A new user-led campaign has issued a controversial call to replace out-of-work disability benefits with a new system that recognises that many sick and disabled people cannot find work because of their “reduced productivity”.
The Dead Parrot campaign is the latest to call for the government to scrap employment and support allowance (ESA) and its eligibility test, the work capability assessment.
But its emphasis on “reduced productivity” and the argument that a replacement for ESA must recognise the “ruthless” nature of the labour market has led some disabled activists to brand the campaign as “dangerous”.
Pat’s Petition and CarerWatch, the two user-led groups that have launched the campaign, say the labour market allows only people who “can do the most work for the least money” to find employment.
They argue that this means that many sick and disabled people will never find work, because of their “reduced productivity”, even if employers make reasonable adjustments for them.
Because the government has made it so tough for people to claim unconditional support – through the ESA support group – many have been left in no-man’s land, not qualifying for the support group but with no chance of finding paid work.
Pat’s Petition and CarerWatch say the government could address this by easing the ESA support group eligibility criteria, amending equality laws and intervening in the jobs market.
They say: “Until this changes, people whose productivity is reduced won’t be able to gain employment and so need a safe secure income without threats and conditionality.”
So they argue that the replacement for ESA should be paid – without any conditionality – to anyone who cannot find work because of reduced productivity.
The idea has won support from some prominent disabled campaigners, including Professor Peter Beresford, Spartacus researcher Stef Benstead, union activist Sean McGovern, and Rick Burgess, formerly with the New Approach campaign and the WOW petition.
Pat’s Petition (PP) and CarerWatch are now encouraging other campaigners to discuss the idea on the PP Facebook page and website.
But their campaign has already divided disabled campaigners, particularly because of its focus on “reduced productivity”.
A statement from the national steering group of Disabled People Against Cuts (DPAC) said this focus – with the phrase mentioned three times on the website – was “dangerous” because it implied that all disabled people have “reduced productivity”.
DPAC said the new campaign failed to focus on disabled people’s support needs, or attempt to challenge issues such as government cuts to Access to Work.
DPAC said: “We feel this has not been thought through properly in terms of negative implications.”
And it warned that the new campaign was “totally naïve” in suggesting that the government would consider signing up to its demands.
It also warned that the campaign could provide ammunition for work and pensions secretary Iain Duncan Smith, who has suggested that people in the ESA work-related activity group could work a few hours a week, and welfare reform minister Lord Freud, who has spoken approvingly of paying some disabled people a lower hourly rate because they are “less productive”.
DPAC also pointed to the controversy in 2011 when the right-wing Tory MP Philip Davies argued in a Commons debate on the minimum wage that employers should be allowed to pay people with mental health conditions less than the minimum wage because they were not “as productive in their work as someone who does not have a disability of that nature”.
The DPAC statement adds: “The DPAC national steering group feel there are too many problems and negative implications with [the campaign] to give our support to it.”
Frances Kelly, a founder member of PP and CarerWatch, accepted that their campaign risked entrenching employer discrimination, but said it was vital to find a new approach that “closely models reality in the job market and helps and protects everyone”.
She said they had been left with no option to their new model by the government’s insistence that “the only way out of poverty is work”, even though the job market was “ruthlessly competitive”.
Kelly said the system assumed a “cliff face” from the support group to everyone else, which made life intolerable for those who cannot compete on a level playing-field.
Pat Onions (pictured), founder of Pat’s Petition, said: “We hope that this campaign will put pressure on Iain Duncan Smith to ensure a safety net that supports all sick and disabled people into work at their own pace, without the sanctions that have been such a major part of the current system.”
She added: “We are aware that we are liable to being accused of siding with [ministers] and of suggesting that sick and disabled people are less productive and therefore of less value.”
But she added: “We want to acknowledge that some of us are indeed less productive: why are people so scared to say the obvious? But that does not make any of us less valuable for that.”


TASK STATEMENT:
Every line below that contains the word "vertex" must be copied.

*** SUPPLIED MATERIAL ***

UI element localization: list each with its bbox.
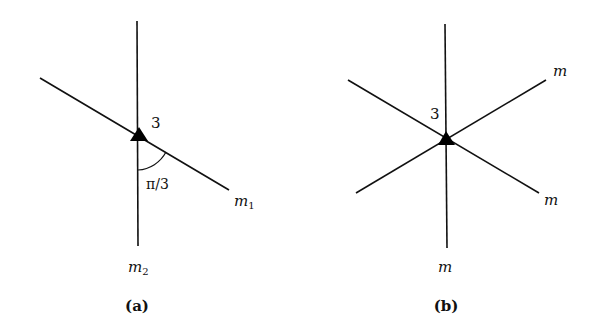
caption-a: (a) xyxy=(125,297,149,315)
vertex-label: 3 xyxy=(151,114,161,132)
line-label-m-top: m xyxy=(553,62,567,80)
angle-arc xyxy=(138,152,166,170)
panel-b: 3 m m m (b) xyxy=(348,24,567,315)
caption-b: (b) xyxy=(434,297,459,315)
line-label-m2: m2 xyxy=(128,258,149,277)
order-3-vertex-icon xyxy=(438,131,455,145)
diagram-canvas: 3 π/3 m1 m2 (a) 3 m m m (b) xyxy=(0,0,602,335)
panel-a: 3 π/3 m1 m2 (a) xyxy=(40,21,255,315)
angle-label: π/3 xyxy=(146,176,169,192)
line-label-m-bottom: m xyxy=(438,258,452,276)
order-3-vertex-icon xyxy=(130,127,148,141)
line-label-m1: m1 xyxy=(234,192,255,211)
vertex-label: 3 xyxy=(430,105,440,123)
line-label-m-right: m xyxy=(544,191,558,209)
mirror-line-asc xyxy=(356,80,546,193)
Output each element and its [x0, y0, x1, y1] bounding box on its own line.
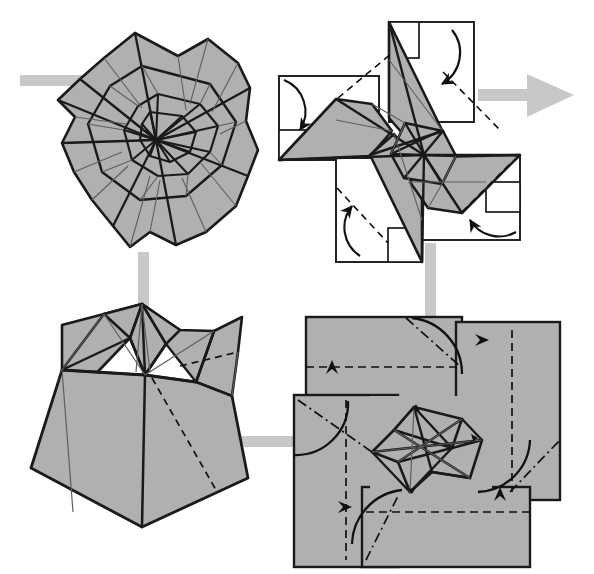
- origami-diagram-canvas: [0, 0, 594, 574]
- origami-diagram-root: Finished rosette, viewed from above Pinw…: [0, 0, 594, 574]
- panel-bottom-right: [294, 317, 560, 567]
- connector-right-column: [425, 243, 436, 323]
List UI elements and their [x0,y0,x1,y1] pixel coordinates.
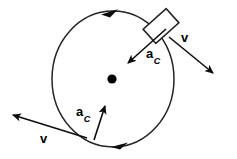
acceleration-label-top-right: aC [146,47,160,64]
accel-symbol-bottom-left: a [76,104,83,119]
circular-motion-svg [0,0,237,159]
center-dot [107,74,116,83]
accel-subscript-bottom-left: C [84,114,91,124]
velocity-label-top-right: v [181,31,188,44]
accel-subscript-top-right: C [154,56,161,66]
moving-block [143,9,179,44]
acceleration-label-bottom-left: aC [76,105,90,122]
acceleration-vector-bottom-left [94,106,105,140]
velocity-vector-top-right [169,37,213,73]
velocity-label-bottom-left: v [40,132,47,145]
accel-symbol-top-right: a [146,46,153,61]
circular-motion-figure: v aC aC v [0,0,237,159]
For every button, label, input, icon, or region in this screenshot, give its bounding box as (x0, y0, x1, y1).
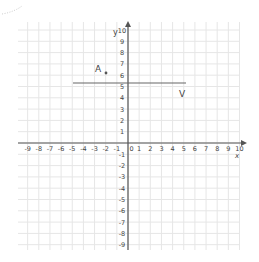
y-tick-label: -2 (119, 162, 125, 170)
x-tick-label: 0 (129, 145, 133, 153)
x-tick-label: -8 (36, 145, 42, 153)
y-tick-label: -9 (119, 241, 125, 249)
decorative-dotted-arc (2, 6, 22, 14)
y-tick-label: 8 (120, 49, 124, 57)
y-tick-label: 2 (120, 117, 124, 125)
y-tick-label: -6 (119, 207, 125, 215)
x-tick-label: 4 (171, 145, 175, 153)
x-tick-label: -3 (91, 145, 97, 153)
y-tick-label: 6 (120, 72, 124, 80)
x-tick-label: -9 (24, 145, 30, 153)
x-tick-label: -6 (58, 145, 64, 153)
point-a-marker (105, 72, 108, 75)
coordinate-plane: -9-8-7-6-5-4-3-2-1012345678910 109876543… (0, 0, 259, 262)
x-tick-label: 9 (226, 145, 230, 153)
point-label-a: A (95, 64, 102, 74)
y-tick-labels: 10987654321-1-2-3-4-5-6-7-8-9 (118, 27, 126, 250)
y-tick-label: -3 (119, 173, 125, 181)
y-tick-label: 4 (120, 94, 124, 102)
y-tick-label: -7 (119, 219, 125, 227)
x-tick-label: -7 (47, 145, 53, 153)
y-tick-label: 9 (120, 38, 124, 46)
coordinate-grid-figure: -9-8-7-6-5-4-3-2-1012345678910 109876543… (0, 0, 259, 262)
x-tick-label: 6 (193, 145, 197, 153)
x-tick-label: 8 (215, 145, 219, 153)
y-tick-label: -4 (119, 185, 125, 193)
x-tick-label: 7 (204, 145, 208, 153)
y-tick-label: 7 (120, 60, 124, 68)
line-label-v: V (179, 89, 186, 99)
x-tick-labels: -9-8-7-6-5-4-3-2-1012345678910 (24, 145, 243, 153)
y-tick-label: 5 (120, 83, 124, 91)
y-tick-label: 1 (120, 128, 124, 136)
y-tick-label: 10 (118, 27, 126, 35)
x-tick-label: 2 (148, 145, 152, 153)
x-tick-label: 5 (182, 145, 186, 153)
x-tick-label: -2 (102, 145, 108, 153)
axes (18, 21, 247, 250)
y-tick-label: -8 (119, 230, 125, 238)
y-tick-label: 3 (120, 106, 124, 114)
x-tick-label: -4 (80, 145, 86, 153)
y-axis-label: y (113, 28, 118, 37)
x-tick-label: 3 (159, 145, 163, 153)
grid-lines (18, 22, 240, 250)
x-tick-label: -5 (69, 145, 75, 153)
x-axis-label: x (234, 152, 240, 160)
x-tick-label: 1 (137, 145, 141, 153)
y-tick-label: -1 (119, 151, 125, 159)
y-tick-label: -5 (119, 196, 125, 204)
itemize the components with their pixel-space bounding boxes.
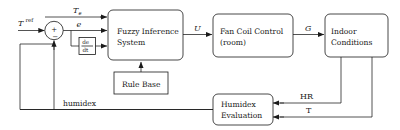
block-humidex-evaluation: [213, 94, 273, 125]
reference-signal-superscript: ref: [26, 17, 35, 23]
block-diagram-canvas: T ref + − T e e de dt Fuzzy Inference Sy…: [0, 0, 400, 130]
control-signal-text: U: [194, 24, 201, 33]
reference-signal-text: T: [18, 19, 24, 28]
humidex-feedback-text: humidex: [63, 99, 97, 108]
derivative-denominator-text: dt: [83, 47, 90, 53]
wire-t-feedback: [273, 57, 372, 117]
rulebase-label-line1: Rule Base: [122, 80, 161, 89]
indoor-label-line1: Indoor: [331, 27, 357, 36]
indoor-label-line2: Conditions: [331, 38, 373, 47]
humidex-label-line1: Humidex: [221, 100, 256, 109]
error-signal-text: e: [77, 20, 82, 29]
outdoor-temp-subscript: e: [79, 10, 82, 16]
label-outdoor-temp-signal: T e: [73, 6, 82, 16]
temperature-feedback-text: T: [306, 106, 312, 115]
plant-output-text: G: [305, 24, 312, 33]
fancoil-label-line1: Fan Coil Control: [220, 27, 284, 36]
fis-label-line1: Fuzzy Inference: [117, 27, 179, 36]
sum-minus-sign: −: [52, 33, 58, 41]
block-fan-coil-control: [213, 14, 293, 57]
relative-humidity-text: HR: [300, 92, 314, 101]
fis-label-line2: System: [117, 38, 145, 47]
fancoil-label-line2: (room): [220, 38, 246, 47]
humidex-label-line2: Evaluation: [221, 111, 262, 120]
block-indoor-conditions: [325, 14, 388, 57]
wire-error-branch-to-derivative: [71, 31, 79, 47]
label-reference-signal: T ref: [18, 17, 34, 28]
derivative-numerator-text: de: [82, 39, 90, 45]
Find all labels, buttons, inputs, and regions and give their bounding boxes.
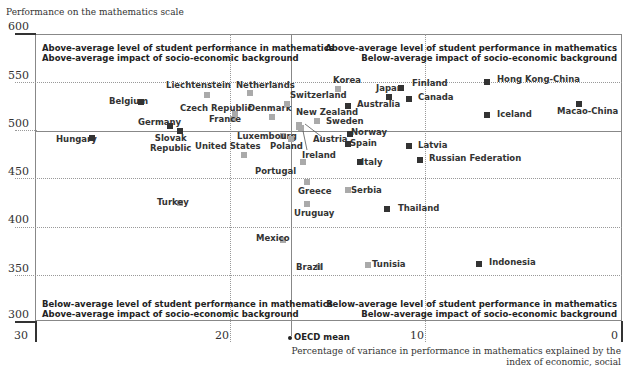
data-point-label: Iceland (497, 109, 532, 119)
data-point-label: United States (195, 141, 261, 151)
data-point-label: Greece (298, 186, 332, 196)
data-point-marker (284, 101, 290, 107)
data-point-label: Austria (313, 134, 348, 144)
data-point-label: Tunisia (372, 259, 406, 269)
data-point-label: Hungary (56, 134, 97, 144)
data-point-marker (345, 103, 351, 109)
data-point-label: Thailand (398, 203, 439, 213)
data-point-label: Liechtenstein (166, 80, 231, 90)
data-point-marker (304, 179, 310, 185)
data-point-marker (204, 92, 210, 98)
data-point-marker (484, 112, 490, 118)
data-point-label: Spain (350, 138, 377, 148)
data-point-label: Macao-China (557, 106, 618, 116)
data-point-label: Brazil (296, 262, 323, 272)
data-point-marker (314, 118, 320, 124)
data-point-label: Korea (333, 75, 361, 85)
data-point-label: Australia (357, 99, 400, 109)
data-point-marker (304, 201, 310, 207)
data-point-marker (241, 152, 247, 158)
data-point-marker (384, 206, 390, 212)
data-point-label: Norway (351, 127, 387, 137)
data-point-label: Italy (361, 157, 382, 167)
data-point-label: Canada (418, 92, 454, 102)
data-point-label: Uruguay (294, 208, 334, 218)
data-point-label: Russian Federation (429, 153, 521, 163)
x-axis-title: Percentage of variance in performance in… (281, 346, 621, 368)
data-point-label: Turkey (157, 197, 189, 207)
data-point-label: Indonesia (489, 257, 536, 267)
data-point-label: Serbia (351, 185, 382, 195)
data-point-marker (406, 143, 412, 149)
data-point-marker (247, 90, 253, 96)
data-point-label: France (209, 114, 241, 124)
data-point-label: SlovakRepublic (150, 133, 191, 153)
data-point-label: Finland (412, 78, 448, 88)
data-point-marker (406, 96, 412, 102)
data-point-label: Latvia (418, 140, 447, 150)
data-point-marker (335, 86, 341, 92)
data-point-label: Czech Republic (180, 103, 252, 113)
data-point-label: Belgium (109, 96, 148, 106)
data-point-marker (365, 262, 371, 268)
data-point-marker (417, 157, 423, 163)
data-point-marker (386, 94, 392, 100)
data-point-marker (298, 125, 304, 131)
data-point-label: Hong Kong-China (497, 74, 580, 84)
data-point-label: Poland (270, 141, 303, 151)
data-point-marker (300, 159, 306, 165)
data-point-marker (398, 85, 404, 91)
data-point-label: Portugal (255, 166, 296, 176)
data-point-label: Ireland (302, 150, 336, 160)
data-point-label: Sweden (326, 116, 364, 126)
data-point-marker (269, 114, 275, 120)
data-point-label: Germany (138, 117, 181, 127)
leader-lines (0, 0, 631, 370)
data-point-marker (476, 261, 482, 267)
data-point-label: Netherlands (236, 80, 295, 90)
data-point-marker (484, 79, 490, 85)
data-point-label: Mexico (256, 233, 290, 243)
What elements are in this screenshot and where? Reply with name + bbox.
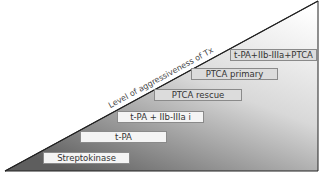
step-tpa-iib-iiia: t-PA + IIb-IIIa i — [117, 111, 204, 123]
step-streptokinase: Streptokinase — [43, 152, 130, 164]
step-ptca-primary: PTCA primary — [191, 68, 278, 80]
aggressiveness-triangle — [0, 0, 321, 175]
step-ptca-rescue: PTCA rescue — [154, 89, 242, 101]
step-tpa: t-PA — [80, 131, 167, 143]
step-tpa-iib-iiia-ptca: t-PA+IIb-IIIa+PTCA — [230, 49, 317, 61]
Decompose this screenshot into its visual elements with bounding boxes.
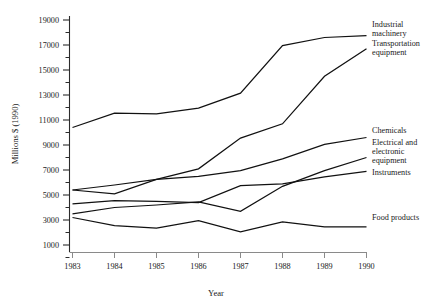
y-tick-label-19000: 19000	[39, 16, 59, 25]
x-tick-label-1989: 1989	[316, 262, 332, 271]
line-chart: 1000 3000 5000 7000 9000 11000 13000 150…	[0, 0, 423, 307]
series-label-industrial-machinery-line1: Industrial	[372, 20, 404, 29]
y-tick-label-11000: 11000	[39, 116, 59, 125]
chart-figure: 1000 3000 5000 7000 9000 11000 13000 150…	[0, 0, 423, 307]
x-tick-label-1984: 1984	[106, 262, 122, 271]
series-label-electrical-line2: electronic	[372, 147, 405, 156]
y-axis-title: Millions $ (1990)	[10, 104, 20, 165]
y-tick-label-13000: 13000	[39, 91, 59, 100]
x-tick-label-1985: 1985	[148, 262, 164, 271]
series-label-industrial-machinery-line2: machinery	[372, 29, 407, 38]
y-tick-label-17000: 17000	[39, 41, 59, 50]
x-tick-label-1990: 1990	[358, 262, 374, 271]
series-label-transportation-equipment-line2: equipment	[372, 48, 407, 57]
series-label-chemicals: Chemicals	[372, 126, 407, 135]
x-axis-title: Year	[208, 288, 224, 298]
y-tick-label-9000: 9000	[43, 141, 59, 150]
chart-background	[0, 0, 423, 307]
x-tick-label-1986: 1986	[190, 262, 206, 271]
series-label-food-products: Food products	[372, 213, 419, 222]
y-tick-label-1000: 1000	[43, 241, 59, 250]
y-tick-label-3000: 3000	[43, 216, 59, 225]
series-label-electrical-line1: Electrical and	[372, 138, 417, 147]
series-label-transportation-equipment-line1: Transportation	[372, 39, 420, 48]
x-tick-label-1987: 1987	[232, 262, 248, 271]
y-tick-label-15000: 15000	[39, 66, 59, 75]
x-tick-label-1983: 1983	[64, 262, 80, 271]
series-label-instruments: Instruments	[372, 168, 411, 177]
y-tick-label-7000: 7000	[43, 166, 59, 175]
y-tick-label-5000: 5000	[43, 191, 59, 200]
series-label-electrical-line3: equipment	[372, 156, 407, 165]
x-tick-label-1988: 1988	[274, 262, 290, 271]
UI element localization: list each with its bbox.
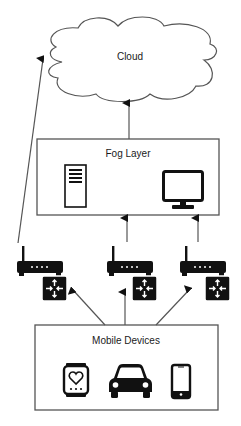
edge-mobile-to-gateway-right (156, 290, 189, 325)
diagram-canvas (0, 0, 241, 426)
mobile-devices-label: Mobile Devices (76, 335, 176, 346)
server-tower-icon (65, 165, 86, 207)
gateway-left (17, 246, 67, 301)
wireless-router-icon (107, 246, 153, 276)
smartphone-icon (172, 365, 190, 398)
car-icon (109, 364, 152, 398)
wireless-router-icon (17, 246, 63, 276)
wireless-router-icon (180, 246, 226, 276)
network-switch-icon (42, 276, 67, 301)
gateway-middle (107, 246, 157, 301)
network-switch-icon (132, 276, 157, 301)
smartwatch-heart-icon (64, 363, 88, 397)
gateway-right (180, 246, 230, 301)
fog-layer-label: Fog Layer (88, 148, 168, 159)
edge-mobile-to-gateway-left (73, 290, 105, 325)
cloud-label: Cloud (100, 51, 160, 62)
network-switch-icon (205, 276, 230, 301)
monitor-icon (164, 172, 203, 210)
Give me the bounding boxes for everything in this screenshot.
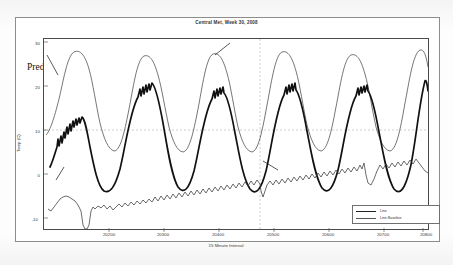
y-tick-label-30: 30 — [22, 41, 40, 46]
legend-swatch-line-baseline — [356, 218, 376, 219]
leader-line-baseline — [215, 43, 230, 55]
y-axis-title: Temp (C) — [16, 134, 21, 152]
chart-title: Central Met, Week 30, 2008 — [0, 20, 453, 25]
chart-legend: Line Line Baseline — [352, 205, 440, 224]
leader-line-delta — [263, 161, 278, 170]
series-baseline — [46, 50, 428, 152]
legend-entry-line-baseline: Line Baseline — [356, 215, 436, 222]
y-tick-label-20: 20 — [22, 85, 40, 90]
x-axis-title: 15 Minute Interval — [146, 243, 306, 248]
x-axis-ticks — [43, 228, 427, 234]
chart-figure: Central Met, Week 30, 2008 30 20 10 0 -1… — [0, 0, 453, 265]
y-tick-label-10: 10 — [22, 129, 40, 134]
series-observed — [50, 80, 428, 191]
plot-area — [43, 38, 429, 230]
legend-entry-line: Line — [356, 208, 436, 215]
leader-line-observed — [56, 167, 64, 180]
plot-svg — [44, 39, 428, 229]
leader-line-predicted — [47, 55, 58, 75]
legend-swatch-line — [356, 211, 376, 212]
legend-label-line: Line — [380, 208, 387, 215]
legend-label-line-baseline: Line Baseline — [380, 215, 402, 222]
y-tick-label-0: 0 — [22, 173, 40, 178]
y-tick-label-neg10: -10 — [20, 217, 38, 222]
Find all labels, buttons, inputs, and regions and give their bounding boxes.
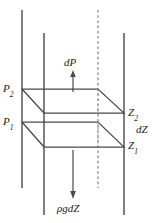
label-pressure-difference: dP bbox=[64, 57, 76, 68]
label-height-upper: Z2 bbox=[128, 107, 138, 121]
rho-g-dZ-arrow bbox=[70, 150, 76, 199]
label-height-upper-subscript: 2 bbox=[134, 114, 138, 123]
label-pressure-lower: P1 bbox=[3, 116, 13, 130]
label-pressure-upper-subscript: 2 bbox=[10, 90, 14, 99]
label-height-lower: Z1 bbox=[128, 140, 138, 154]
hydrostatic-pressure-figure: P2 P1 Z2 Z1 dZ dP ρgdZ bbox=[0, 0, 161, 223]
label-pressure-upper: P2 bbox=[3, 83, 13, 97]
label-weight-force: ρgdZ bbox=[57, 203, 79, 214]
lower-parallelogram bbox=[22, 122, 124, 147]
label-pressure-lower-symbol: P bbox=[3, 115, 10, 127]
label-height-lower-subscript: 1 bbox=[134, 147, 138, 156]
upper-parallelogram bbox=[22, 89, 124, 113]
label-height-difference: dZ bbox=[136, 124, 148, 135]
label-pressure-lower-subscript: 1 bbox=[10, 123, 14, 132]
label-pressure-upper-symbol: P bbox=[3, 82, 10, 94]
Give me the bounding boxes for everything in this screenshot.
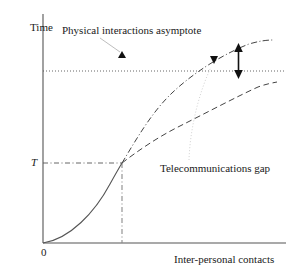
origin-tick-label-zero: 0 — [41, 247, 47, 258]
series-shared-growth-segment — [43, 163, 122, 243]
annotation-physical-interactions-asymptote: Physical interactions asymptote — [62, 25, 201, 36]
chart-canvas — [0, 0, 299, 276]
up-triangle-icon — [118, 51, 126, 58]
y-axis-tick-label-T: T — [31, 157, 37, 168]
series-telecommunications-curve — [122, 82, 277, 163]
series-physical-interactions-curve — [122, 40, 273, 163]
chart-figure: Time Inter-personal contacts T 0 Physica… — [0, 0, 299, 276]
axes — [43, 14, 286, 243]
leader-line-gap — [189, 67, 211, 160]
y-axis-title: Time — [30, 22, 53, 33]
annotation-telecommunications-gap: Telecommunications gap — [160, 163, 270, 174]
reference-lines — [43, 71, 284, 243]
annotation-leaders — [100, 38, 218, 160]
gap-arrow-head-down-icon — [234, 70, 243, 79]
leader-line-asymptote — [100, 38, 120, 52]
x-axis-title: Inter-personal contacts — [174, 254, 274, 265]
gap-measure-arrow — [234, 43, 243, 79]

***

FINAL ANSWER:
vertex-label: 3 xyxy=(151,114,161,132)
order-3-vertex-icon xyxy=(438,131,455,145)
order-3-vertex-icon xyxy=(130,127,148,141)
vertex-label: 3 xyxy=(430,105,440,123)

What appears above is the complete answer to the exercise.